Frequently asked questions

Q1Is Slovakia-Ukraine more convenient than Poland-Ukraine?
Depends on your starting point. If you flew into Košice or Budapest — definitely yes. If you flew into Warsaw or Kraków — Polish crossings are usually closer. If you flew into Budapest — both options are roughly equal; consider Hungarian crossings too.
Q2Can the queue be more than 2–3 hours?
It can, but rarely: during major holidays (Christmas, Easter), or in case of serious events at Polish crossings redirecting flow here. Check the SBGS site before leaving.
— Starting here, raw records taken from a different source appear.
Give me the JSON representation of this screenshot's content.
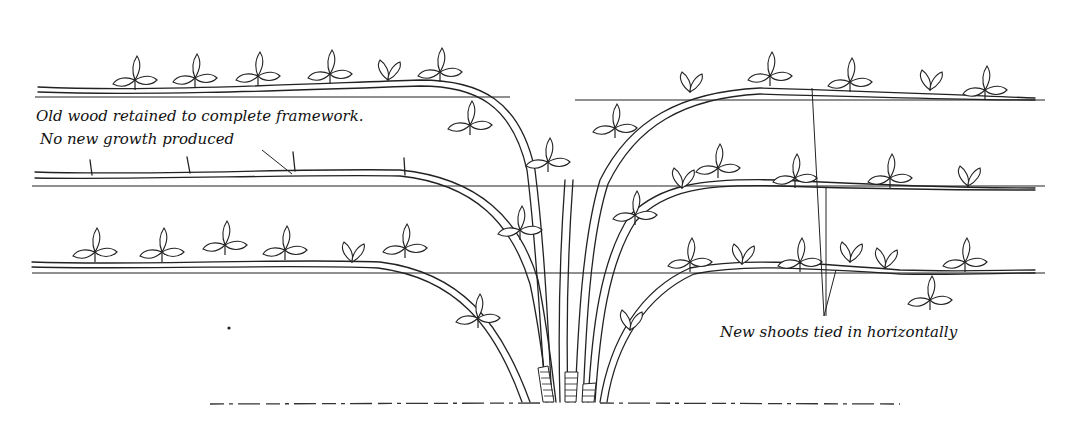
{
  "figure": {
    "type": "line-drawing",
    "wires": [
      {
        "name": "top",
        "y": 100
      },
      {
        "name": "middle",
        "y": 186
      },
      {
        "name": "bottom",
        "y": 273
      }
    ]
  },
  "labels": {
    "old_wood_line1": "Old wood retained to complete framework.",
    "old_wood_line2": "No new growth produced",
    "new_shoots": "New shoots tied in horizontally"
  }
}
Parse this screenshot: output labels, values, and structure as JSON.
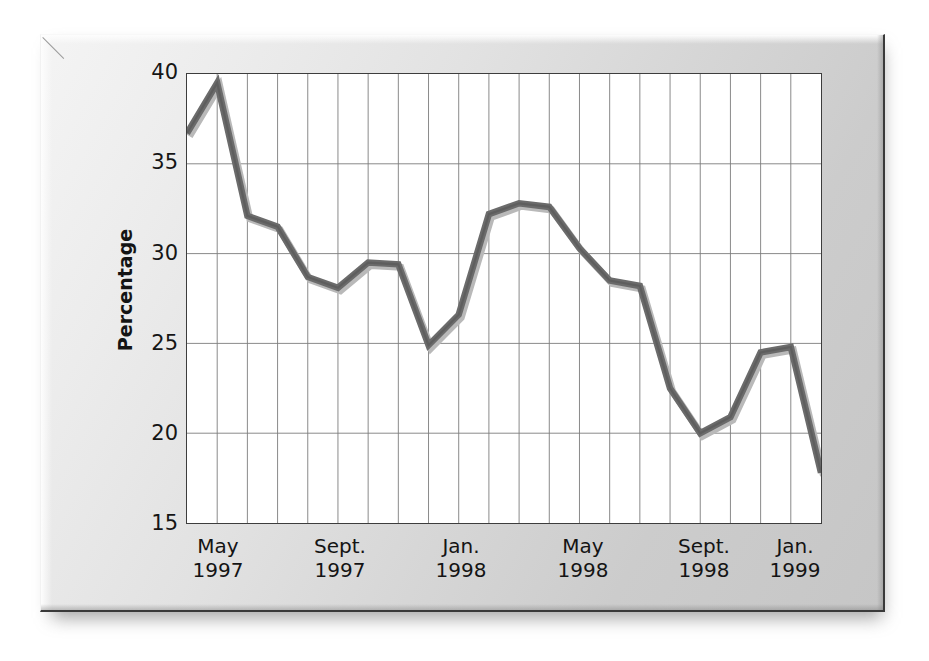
{
  "chart_data": {
    "type": "line",
    "title": "",
    "subtitle": "",
    "xlabel": "",
    "ylabel": "Percentage",
    "ylim": [
      15,
      40
    ],
    "yticks": [
      40,
      35,
      30,
      25,
      20,
      15
    ],
    "grid": true,
    "legend": false,
    "legend_position": "none",
    "xtick_labels": [
      {
        "month": "May",
        "year": "1997"
      },
      {
        "month": "Sept.",
        "year": "1997"
      },
      {
        "month": "Jan.",
        "year": "1998"
      },
      {
        "month": "May",
        "year": "1998"
      },
      {
        "month": "Sept.",
        "year": "1998"
      },
      {
        "month": "Jan.",
        "year": "1999"
      }
    ],
    "x": [
      "May 1997",
      "Jun 1997",
      "Jul 1997",
      "Aug 1997",
      "Sept. 1997",
      "Oct 1997",
      "Nov 1997",
      "Dec 1997",
      "Jan. 1998",
      "Feb 1998",
      "Mar 1998",
      "Apr 1998",
      "May 1998",
      "Jun 1998",
      "Jul 1998",
      "Aug 1998",
      "Sept. 1998",
      "Oct 1998",
      "Nov 1998",
      "Dec 1998",
      "Jan. 1999",
      "Feb 1999"
    ],
    "series": [
      {
        "name": "Percentage",
        "color": "#6b6b6b",
        "values": [
          36.7,
          39.5,
          32.1,
          31.5,
          28.7,
          28.1,
          29.5,
          29.4,
          24.9,
          26.6,
          32.2,
          32.8,
          32.6,
          30.3,
          28.5,
          28.2,
          22.5,
          20.0,
          20.9,
          24.5,
          24.8,
          17.8
        ]
      }
    ]
  },
  "axes": {
    "y_tick_labels": [
      "40",
      "35",
      "30",
      "25",
      "20",
      "15"
    ]
  },
  "icons": {
    "chart_frame": "chart-frame"
  }
}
Q3Does the Slovak side accept all foreign passports at this crossing?
Vyšné Nemecké handles passenger flow of all passports except Belarusian and Russian. US, UK, EU, Canadian, Japanese, Latin American, UAE citizens go through standard procedure.
Q4How to rent a car in Košice and cross the border?
Most international rental companies (Avis, Europcar, Hertz) allow exit to Ukraine subject to additional insurance and route notification. Local Slovak rental companies often forbid it — clarify when booking. Easier with an international chain.
Q5Does the crossing accept pedestrians?
Theoretically yes; in practice pedestrian flow is minimal. Infrastructure is geared towards cars. If you're without a car, the Shehyni-Medyka pedestrian crossing on the Polish direction is a more established route.